In the heart of Midewin National Tallgrass
Prairie is a fine stream that's about to get better. This
photo, taken toward the end of winter, shows the clean
water, the bedrock bottom, and the troublesome invasive
plants already beginning to green up.
Prairie Creek's 21 miles once flowed
mostly through open grassland. Today, the skinny young
trees along its banks elms and ashes and buckthorns
are what happen in the absence of fire. Many of
the birds that drank from Prairie Creek no longer live
here sandhill and whooping cranes, short-eared
and barn owls, harriers. They can't live in brush.
There was a grove of savanna and open
woods, 250 acres of it, along the lower mile of the creek,
just above where it empties into the Kankakee River. Barn
owls surely nested in the big old hollow oaks and cottonwoods;
they hunted voles in both the nearby grassland and those
open woods. But the habitat was gradually clogged with
brush or denuded by farming. Not a single pair of barn
owls nests anywhere in the northern two-thirds of Illinois
today. Habitat restoration can bring them back.
"We'll cut that brush off the
prairie. We'll thin those elms and ashes in the oak woods,"

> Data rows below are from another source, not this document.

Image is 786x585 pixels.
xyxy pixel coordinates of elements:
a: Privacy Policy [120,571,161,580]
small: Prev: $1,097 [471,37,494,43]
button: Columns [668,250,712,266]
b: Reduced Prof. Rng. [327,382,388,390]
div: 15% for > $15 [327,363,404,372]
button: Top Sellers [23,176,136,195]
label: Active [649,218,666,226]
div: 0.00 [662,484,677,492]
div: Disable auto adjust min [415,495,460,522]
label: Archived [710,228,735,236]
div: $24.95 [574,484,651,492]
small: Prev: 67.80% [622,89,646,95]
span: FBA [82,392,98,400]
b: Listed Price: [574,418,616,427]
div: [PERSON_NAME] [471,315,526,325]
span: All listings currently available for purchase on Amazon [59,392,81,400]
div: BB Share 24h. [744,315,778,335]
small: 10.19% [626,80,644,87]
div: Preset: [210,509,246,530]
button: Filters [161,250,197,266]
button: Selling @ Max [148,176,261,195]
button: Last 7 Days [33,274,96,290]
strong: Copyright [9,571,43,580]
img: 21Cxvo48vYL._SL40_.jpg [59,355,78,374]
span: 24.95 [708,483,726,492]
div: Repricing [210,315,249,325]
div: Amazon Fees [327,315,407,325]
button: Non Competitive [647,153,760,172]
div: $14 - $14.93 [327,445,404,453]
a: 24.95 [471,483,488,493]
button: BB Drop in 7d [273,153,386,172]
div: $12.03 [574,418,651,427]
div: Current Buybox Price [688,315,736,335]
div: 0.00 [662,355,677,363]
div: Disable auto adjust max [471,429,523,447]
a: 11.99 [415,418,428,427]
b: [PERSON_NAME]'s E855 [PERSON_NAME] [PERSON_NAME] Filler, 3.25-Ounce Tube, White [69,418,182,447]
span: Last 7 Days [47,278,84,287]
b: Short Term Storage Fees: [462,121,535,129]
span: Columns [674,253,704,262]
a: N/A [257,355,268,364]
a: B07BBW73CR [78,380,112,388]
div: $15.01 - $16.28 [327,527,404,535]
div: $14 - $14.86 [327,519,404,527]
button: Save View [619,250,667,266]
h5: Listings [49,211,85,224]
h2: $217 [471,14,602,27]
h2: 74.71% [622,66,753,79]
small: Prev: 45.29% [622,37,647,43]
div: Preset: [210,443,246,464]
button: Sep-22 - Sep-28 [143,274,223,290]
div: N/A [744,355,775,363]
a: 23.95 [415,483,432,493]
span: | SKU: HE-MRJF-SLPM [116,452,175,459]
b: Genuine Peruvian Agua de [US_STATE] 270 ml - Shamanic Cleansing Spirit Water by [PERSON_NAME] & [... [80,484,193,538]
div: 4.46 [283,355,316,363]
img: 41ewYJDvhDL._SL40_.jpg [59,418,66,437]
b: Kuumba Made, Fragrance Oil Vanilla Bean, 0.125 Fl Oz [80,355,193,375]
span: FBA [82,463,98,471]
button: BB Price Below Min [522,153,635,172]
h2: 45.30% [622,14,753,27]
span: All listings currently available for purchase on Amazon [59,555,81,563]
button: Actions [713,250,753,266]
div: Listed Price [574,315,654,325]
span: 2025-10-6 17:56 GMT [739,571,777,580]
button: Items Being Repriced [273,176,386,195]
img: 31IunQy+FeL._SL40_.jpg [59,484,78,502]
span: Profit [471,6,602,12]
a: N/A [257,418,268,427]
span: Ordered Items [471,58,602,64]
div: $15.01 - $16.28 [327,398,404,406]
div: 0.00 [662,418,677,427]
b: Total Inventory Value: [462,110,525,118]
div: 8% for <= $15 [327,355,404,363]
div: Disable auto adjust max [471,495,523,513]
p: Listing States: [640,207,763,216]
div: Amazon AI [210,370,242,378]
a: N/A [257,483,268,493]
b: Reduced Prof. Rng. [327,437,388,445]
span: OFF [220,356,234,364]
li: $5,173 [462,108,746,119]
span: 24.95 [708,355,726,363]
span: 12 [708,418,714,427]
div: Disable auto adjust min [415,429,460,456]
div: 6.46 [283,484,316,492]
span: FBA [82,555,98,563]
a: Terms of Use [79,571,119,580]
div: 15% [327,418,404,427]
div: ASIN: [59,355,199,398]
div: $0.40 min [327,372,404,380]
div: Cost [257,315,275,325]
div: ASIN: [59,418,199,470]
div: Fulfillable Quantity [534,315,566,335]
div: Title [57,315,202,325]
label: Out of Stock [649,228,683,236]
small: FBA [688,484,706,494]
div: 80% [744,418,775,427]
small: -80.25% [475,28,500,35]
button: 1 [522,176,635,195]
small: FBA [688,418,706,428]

says biologist Bill Glass, who's helping to plan the restoration
of Midewin's 19,000 acres. When asked about the possible
return of the cranes and the owls, he responds with a
wistful confidence. "Sure. It's just a matter of
time for all of them. I hope we'll all be around to see
it."
It's one of today's challenges for
conservationists. To see and love what survives of nature
here and at the same time to see and love what
could be restoring whole ecosystems to full health.